The Book, Cat, & Cat Book Lovers Almanac

of historical trivia regarding books, cats, and other animals. Actually this blog has evolved so that it is described better as a blog about cats in history and culture. And we take as a theme the advice of Aldous Huxley: If you want to be a writer, get some cats. Don't forget to see the archived articles linked at the bottom of the page.

May 5, 2019

May 5, 1890

Christopher Morley (May 5, 1890 to March 28 1957) is recalled as an American novelist now, but to his contemporaries he was also a journalist, and poet. His second novel, The Haunted Bookstore (1919) is very much a period piece, dealing with a plot to assassinate the president of the country. A love of books infuses the story, as this quote shows:

"Surround a man with Carlyle, Emerson, Thoreau, Chesterton, Shaw, Nietzsche, and George Ade—would you wonder at his getting excited? What would happen to a cat if she had to live in a room tapestried with catnip ? She would go crazy!"

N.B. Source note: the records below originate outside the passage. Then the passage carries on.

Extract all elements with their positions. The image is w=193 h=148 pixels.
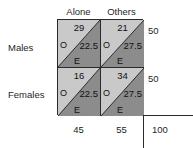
expected-value: 22.5 [80, 88, 99, 99]
column-total-others: 55 [100, 124, 143, 135]
table-cell-males-others: 21 O 27.5 E [101, 20, 144, 68]
expected-label: E [117, 56, 123, 66]
contingency-table-figure: Alone Others Males Females 29 O 22.5 E 2… [0, 0, 193, 148]
observed-value: 34 [101, 70, 144, 81]
expected-label: E [74, 105, 80, 115]
expected-value: 27.5 [124, 88, 143, 99]
observed-value: 21 [101, 22, 144, 33]
column-total-alone: 45 [57, 124, 100, 135]
expected-label: E [74, 56, 80, 66]
column-header-alone: Alone [57, 6, 100, 17]
grand-total-vertical-rule [143, 115, 144, 148]
row-total-females: 50 [148, 73, 159, 84]
grand-total-horizontal-rule [143, 115, 193, 116]
expected-value: 27.5 [124, 40, 143, 51]
row-total-males: 50 [148, 25, 159, 36]
table-grid: 29 O 22.5 E 21 O 27.5 E 16 O 22.5 E [57, 19, 143, 115]
expected-label: E [117, 105, 123, 115]
observed-value: 16 [58, 70, 100, 81]
row-label-females: Females [8, 89, 64, 100]
observed-label: O [103, 88, 110, 98]
observed-label: O [60, 88, 67, 98]
observed-value: 29 [58, 22, 100, 33]
observed-label: O [60, 40, 67, 50]
observed-label: O [103, 40, 110, 50]
table-cell-females-alone: 16 O 22.5 E [58, 68, 101, 116]
expected-value: 22.5 [80, 40, 99, 51]
column-header-others: Others [100, 6, 143, 17]
row-label-males: Males [8, 42, 56, 53]
table-cell-males-alone: 29 O 22.5 E [58, 20, 101, 68]
table-cell-females-others: 34 O 27.5 E [101, 68, 144, 116]
grand-total: 100 [152, 124, 168, 135]
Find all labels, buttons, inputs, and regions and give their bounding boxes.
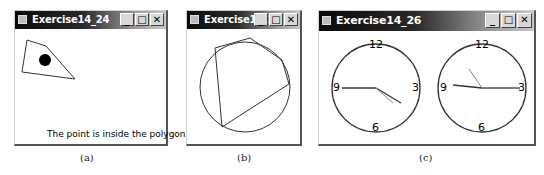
- caption-c: (c): [419, 152, 432, 163]
- clock-2-number-3: 3: [518, 81, 525, 94]
- clock-1-number-12: 12: [369, 38, 383, 51]
- hour-hand: [453, 85, 482, 88]
- caption-a: (a): [80, 152, 94, 163]
- clock-2-number-6: 6: [478, 121, 485, 134]
- minute-hand: [376, 88, 401, 103]
- second-hand: [376, 88, 393, 103]
- drawing-layer: [0, 0, 544, 175]
- clock-1: [332, 44, 420, 132]
- caption-b: (b): [237, 152, 251, 163]
- polygon-b: [215, 38, 289, 127]
- clock-2: [438, 44, 526, 132]
- second-hand: [469, 69, 482, 88]
- clock-1-number-6: 6: [372, 121, 379, 134]
- clock-2-number-9: 9: [440, 81, 447, 94]
- clock-1-number-9: 9: [333, 81, 340, 94]
- test-point: [39, 54, 51, 66]
- clock-2-number-12: 12: [475, 38, 489, 51]
- circle-b: [200, 42, 290, 132]
- clock-1-number-3: 3: [412, 81, 419, 94]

"Truly, I had never thought of that phase of bookselling," said the young man. "How is it, though, that libraries are shrines of such austere calm? If books are as provocative as you suggest, one would expect every librarian to utter the shrill screams of a hierophant, to clash ecstatic castanets in his silent alcoves!"

"Ah, my boy, you forget the card index! Librarians invented that soothing device for the febrifuge of their souls, just as I fall back upon the rites of the kitchen. Librarians would all go mad, those capable of concentrated thought, if they did not have the cool and healing card index as medicament."

Morley was a prolific writer, and even edited new editions of Bartlett's Familiar Quotations (1937 and 1948). He was a book lover, and good friend of better writers, such as Don Marquis. If America was ever innocent, this quality was embodied by Christopher Morley.